Unrelentingly little Eve Edgarton’s horse kept right on forcing him back—back—back.
“But if you’re not one of Father’s clever friends—who are you?” she demanded perplexedly. “And why did you insist so on riding with me this afternoon?” she cried accusingly.
“I didn’t exactly—insist,” grinned Barton with a flush of guilt. The flush of guilt added to the flush of heat made him look suddenly very confused.
Across Eve Edgarton’s thin little face the flash of temper faded instantly into mere sulky ennui again.
“Oh, dear—oh, dear,” she droned. “You—you didn’t want to marry me, did you?”
Just for one mad, panic-stricken second the whole world seemed to turn black before Barton’s eyes. His heart stopped beating. His ear-drums cracked. Then suddenly, astonishingly, he found himself grinning into that honest little face, and answering comfortably:
“Why, no, Miss Edgarton, I hadn’t the slightest idea in the world of wanting to marry you.”
“Thank God for that!” gasped little Eve Edgarton. “So many of Father’s friends do want to marry me,” she confided plaintively, still driving Barton back through that horrid scratchy thicket. “I’m so rich, you see,” she confided with equal simplicity, “and I know so much—there’s almost always somebody in Petrozavodsk or Broken Hill or Bashukulumbwe who wants to marry me.”
“In—where?” stammered Barton.
“Why—in Russia!” said little Eve Edgarton with some surprise. “And Australia! And Africa! Were you never there?”
“I’ve been in Jersey City,” babbled Barton with a desperate attempt at facetiousness.
“I was never there!” admitted little Eve Edgarton regretfully.
Vehemently with one hand she lunged forward and tried with her tiny open palm to push Barton’s horse a trifle faster back through the intricate thicket. Then once in the open again she drew herself up with an absurd air of dignity and finality and bowed him from her presence.
“Good-by, Mr. Barton,” she said. “Good-by, Mr. Barton.”
“But Miss Edgarton—” stammered Barton perplexedly. Whatever his own personal joy and relief might be, the surrounding country nevertheless was exceedingly wild, and the girl an extravagantly long distance from home. “But Miss Edgarton—” he began all over again.
“Good-by, Mr. Barton! And thank you for going home!” she added conscientiously.
“But what will I tell your father?” worried Barton.
“Oh—hang Father,” drawled the indifferent little voice.
“But the extra horse?” argued Barton with increasing perplexity. “The gray? If you’ve got some date up your sleeve, don’t you want me to take the gray home with me, and get him out of your way?”
With sluggish resentment little Eve Edgarton lifted her eyes to his. “What would the gray go home with you for?” she asked tersely. “Why, how silly! Why, it’s my—mother’s horse! That is, we call it my mother’s horse,” she hastened to explain. “My mother’s dead, you know. She’s almost always been dead, I mean. So Father always makes me buy an extra place for my mother. It’s just a trick of ours, a sort of a custom. I play around alone so much you know. And we live in such wild places!”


*About this exercise*:
Skip the pictures, and retype the data below in full, exactly.

*Data excerpts*:
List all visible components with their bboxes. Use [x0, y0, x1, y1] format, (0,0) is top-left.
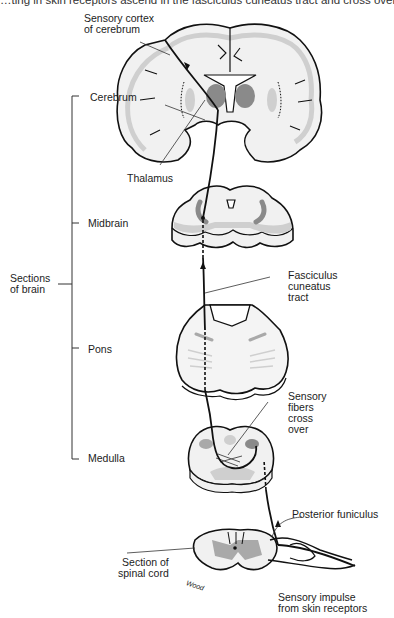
- label-sensory-cortex: Sensory cortex of cerebrum: [84, 13, 154, 35]
- pons-section: [176, 305, 288, 400]
- label-sensory-fibers-cross-over: Sensory fibers cross over: [288, 391, 327, 435]
- label-sections-of-brain: Sections of brain: [10, 273, 50, 295]
- sensory-pathway-diagram: [0, 0, 394, 618]
- label-posterior-funiculus: Posterior funiculus: [292, 509, 378, 520]
- label-midbrain: Midbrain: [88, 218, 128, 229]
- cerebrum-section: [117, 24, 321, 162]
- label-sensory-impulse: Sensory impulse from skin receptors: [278, 592, 367, 614]
- label-fasciculus-cuneatus-tract: Fasciculus cuneatus tract: [288, 270, 338, 303]
- label-thalamus: Thalamus: [127, 173, 173, 184]
- label-pons: Pons: [88, 344, 112, 355]
- sections-bracket: [58, 96, 79, 459]
- label-section-of-spinal-cord: Section of spinal cord: [118, 557, 169, 579]
- label-cerebrum: Cerebrum: [90, 92, 137, 103]
- label-medulla: Medulla: [88, 453, 125, 464]
- medulla-section: [188, 426, 273, 492]
- midbrain-section: [172, 186, 293, 247]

*Solution to the problem*:
List all visible components with their bboxes. Use [x0, y0, x1, y1] format, (0,0) is top-left.
- label-sensory-cortex: Sensory cortex of cerebrum: [84, 13, 154, 35]
- pons-section: [176, 305, 288, 400]
- label-sensory-fibers-cross-over: Sensory fibers cross over: [288, 391, 327, 435]
- label-sections-of-brain: Sections of brain: [10, 273, 50, 295]
- sensory-pathway-diagram: [0, 0, 394, 618]
- label-posterior-funiculus: Posterior funiculus: [292, 509, 378, 520]
- label-midbrain: Midbrain: [88, 218, 128, 229]
- cerebrum-section: [117, 24, 321, 162]
- label-sensory-impulse: Sensory impulse from skin receptors: [278, 592, 367, 614]
- label-fasciculus-cuneatus-tract: Fasciculus cuneatus tract: [288, 270, 338, 303]
- label-thalamus: Thalamus: [127, 173, 173, 184]
- label-pons: Pons: [88, 344, 112, 355]
- sections-bracket: [58, 96, 79, 459]
- label-section-of-spinal-cord: Section of spinal cord: [118, 557, 169, 579]
- label-cerebrum: Cerebrum: [90, 92, 137, 103]
- label-medulla: Medulla: [88, 453, 125, 464]
- medulla-section: [188, 426, 273, 492]
- midbrain-section: [172, 186, 293, 247]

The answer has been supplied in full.